• fix your mutt

    From Ben Collver@21:1/5 to All on Thu Mar 2 16:39:37 2023
    # Fix your mutt

    March 1, 2023

    At some point in the recent past, mutt changed the way it generates
    Message-ID header values. Instead of the perfectly good old way of
    doing it, the developers switched to using base64-encoded random
    bytes.
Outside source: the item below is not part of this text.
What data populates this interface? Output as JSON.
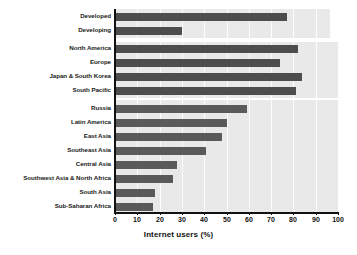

The base64 dictionary contains the / character, which causes unnecessary difficulties when linking to these messages on
    lore.kernel.org, since the / character needs to be escaped as %2F for everything to work properly.

    Mutt developers seem completely [2]uninterested in changing this, so
    please save everyone a lot of trouble and do the following if you're
    using mutt for your kernel development needs (should work for all
    mutt versions):

    1. Create a ~/.mutt-hook-fix-msgid file with the following contents
    (change "mylaptop.local" to whatever you like):

    my_hdr Message-ID: <`uuidgen -r`@mylaptop.local>

    2. Add the following to your ~/.muttrc:

    send-hook . "source ~/.mutt-hook-fix-msgid"

    UPDATE: if you have mutt 2.1 or later you can alternatively set the [3]$message_id_format variable to restore the pre-mutt-2.0 behaviour:

    # mutt-2.1+ only
    set message_id_format = "<%Y%02m%02d%02H%02M%02S.G%c%p@%f>"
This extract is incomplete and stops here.